“My films, back in the day, were something dangerous to watch. There was a military dictatorship back then. And simply stating that you liked one of my movies could be your passport to jail.”

—José Mojica Marins

A demonic trailblazer in South American independent filmmaking, José Mojica Marins is Brazil’s master of the macabre. Over more than a half-century of (genuine!) guerrilla filmmaking, Marins has virtually recarved the underbelly of Brazilian cinema in his image, making confrontational horror films in defiance of—and as an incendiary reaction to—a brutal state dictatorship that was none too enthusiastic about the raw sexuality, anarchistic violence and skewering of religious ideals that comprised so much of his work. Several of his films were seen as criminal acts, and he suffered no shortage of hardships as a result.

In the process, Marins became a full-on pop icon in his country. Regardless of where you’re coming from and what you may have seen, his films will startle and surprise you. Furiously anti-law and anti-church, his radically eccentric interpretations of the genre haunt a borderland between carnivalesque spookshow and revolutionary scream—horror-comic fever dreams of the condemned.

Marins’ earliest productions were the epitome of resourceful low-budget filmmaking, and his Zé do Caixão character (Anglicized as Coffin Joe), whom he both created and performs, is equal parts Marquis de Sade, Salvador Dali, Freddy Krueger and Friedrich Nietzsche. He’s a godless undertaker whose very freedom from religion affords him the power to terrorize his community with impunity—the ultimate antihero for an oppressed and victimized audience.

Further bolstering his reputation as a madman with a movie camera, Marins has done countless, er, unorthodox things over the course of his career. Working as he often did with non-actors, Marins would audition candidates by exposing them to snakes, spiders, rats, etc. as “tests of courage,” choosing those who best controlled their fear. He also regularly made his insect-adorned candidates run screaming through crowds on the street to submerge them into chaos, reptiles and arachnids falling from their bodies amidst terrified bystanders. For the inaugural episode of his weekly television series in the late ’60s, Marins buried his regular star Mário Lima alive for the show’s entire running time—digging him out at the end, just before the credits rolled. To the chagrin of detractors who thought him to be satanic, he once took over an abandoned church and turned it into his production studio, where he created mountains of blasphemous imagery. In the late ’80s, Marins founded a new kind of church revolving around the powers of the mind. The stories are endless, and as fascinating as his work as an artist.

EMBODIMENT OF EVIL (out this month on U.S. Blu-ray/DVD from Synapse Films) is the production Marins’ fans have spent decades waiting for: a larger-than-death Coffin Joe comeback film for a changed, modern Brazil. The storyline (written by Marins and Dennison Ramalho) is a direct sequel to Joe’s second film, 1967’s THIS NIGHT I’LL POSSESS YOUR CORPSE, completing a narrative trilogy that began with 1964’s AT MIDNIGHT I’LL TAKE YOUR SOUL while eschewing the many subsequent Coffin Joe films, TV shows and comics. It marks the first time Marins has been able to make a horror film free of censorial constraints, and that he’s been able to work with a major budget and state-of-the-art special FX—backed by 20th Century Fox’s Brazilian studio arm, no less!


### Task requirements
Filter the material below so that only lines containing "text" remain.

### Records for the exercise

▬▬▬

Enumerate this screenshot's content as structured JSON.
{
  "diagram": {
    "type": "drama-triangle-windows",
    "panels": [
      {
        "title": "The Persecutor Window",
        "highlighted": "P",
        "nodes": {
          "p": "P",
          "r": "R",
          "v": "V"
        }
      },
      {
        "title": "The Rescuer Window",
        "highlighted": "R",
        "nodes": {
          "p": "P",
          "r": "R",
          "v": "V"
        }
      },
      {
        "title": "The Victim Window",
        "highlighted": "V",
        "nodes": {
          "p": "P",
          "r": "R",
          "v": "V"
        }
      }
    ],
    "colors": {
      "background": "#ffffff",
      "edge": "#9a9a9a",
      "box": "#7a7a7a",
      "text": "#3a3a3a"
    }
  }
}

▬▬▬

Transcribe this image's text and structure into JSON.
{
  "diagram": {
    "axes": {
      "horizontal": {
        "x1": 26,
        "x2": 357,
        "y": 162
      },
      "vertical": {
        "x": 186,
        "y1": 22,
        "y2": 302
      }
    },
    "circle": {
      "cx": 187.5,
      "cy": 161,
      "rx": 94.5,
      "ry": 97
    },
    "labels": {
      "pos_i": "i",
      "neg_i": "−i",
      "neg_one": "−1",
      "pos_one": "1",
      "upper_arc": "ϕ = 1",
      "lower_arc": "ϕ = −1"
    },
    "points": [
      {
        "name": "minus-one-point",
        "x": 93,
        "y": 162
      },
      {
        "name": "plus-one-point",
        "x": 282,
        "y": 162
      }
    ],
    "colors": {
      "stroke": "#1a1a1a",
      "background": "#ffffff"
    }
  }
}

▬▬▬

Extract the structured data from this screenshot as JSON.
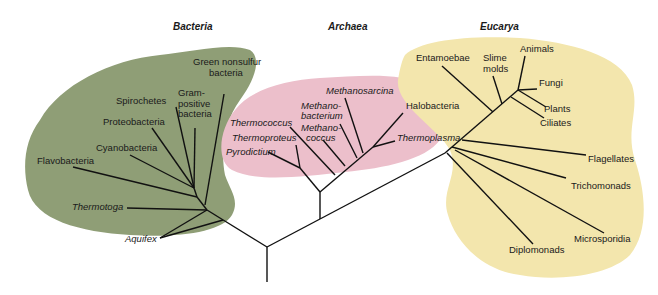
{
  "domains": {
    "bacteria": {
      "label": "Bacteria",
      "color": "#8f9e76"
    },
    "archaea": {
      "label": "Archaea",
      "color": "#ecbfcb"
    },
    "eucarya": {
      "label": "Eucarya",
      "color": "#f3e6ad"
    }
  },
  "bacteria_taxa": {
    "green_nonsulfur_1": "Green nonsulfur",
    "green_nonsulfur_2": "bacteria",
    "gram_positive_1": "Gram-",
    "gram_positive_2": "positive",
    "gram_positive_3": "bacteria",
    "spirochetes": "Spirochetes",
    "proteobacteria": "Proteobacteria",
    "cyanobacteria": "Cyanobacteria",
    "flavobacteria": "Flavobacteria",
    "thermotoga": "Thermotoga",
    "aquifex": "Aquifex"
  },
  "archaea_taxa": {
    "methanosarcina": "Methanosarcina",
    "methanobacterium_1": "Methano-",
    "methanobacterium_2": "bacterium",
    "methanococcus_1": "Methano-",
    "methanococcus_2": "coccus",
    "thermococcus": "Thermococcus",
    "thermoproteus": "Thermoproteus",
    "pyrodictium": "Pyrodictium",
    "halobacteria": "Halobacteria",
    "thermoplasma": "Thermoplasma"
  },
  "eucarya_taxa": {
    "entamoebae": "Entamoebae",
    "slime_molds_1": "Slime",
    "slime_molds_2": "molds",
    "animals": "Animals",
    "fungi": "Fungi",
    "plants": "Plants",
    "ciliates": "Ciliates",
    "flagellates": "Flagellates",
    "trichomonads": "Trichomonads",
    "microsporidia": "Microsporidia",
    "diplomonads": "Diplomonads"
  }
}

▬▬▬

### Task response
      "text": "#3a3a3a"
Transcribe this image's text and structure into JSON.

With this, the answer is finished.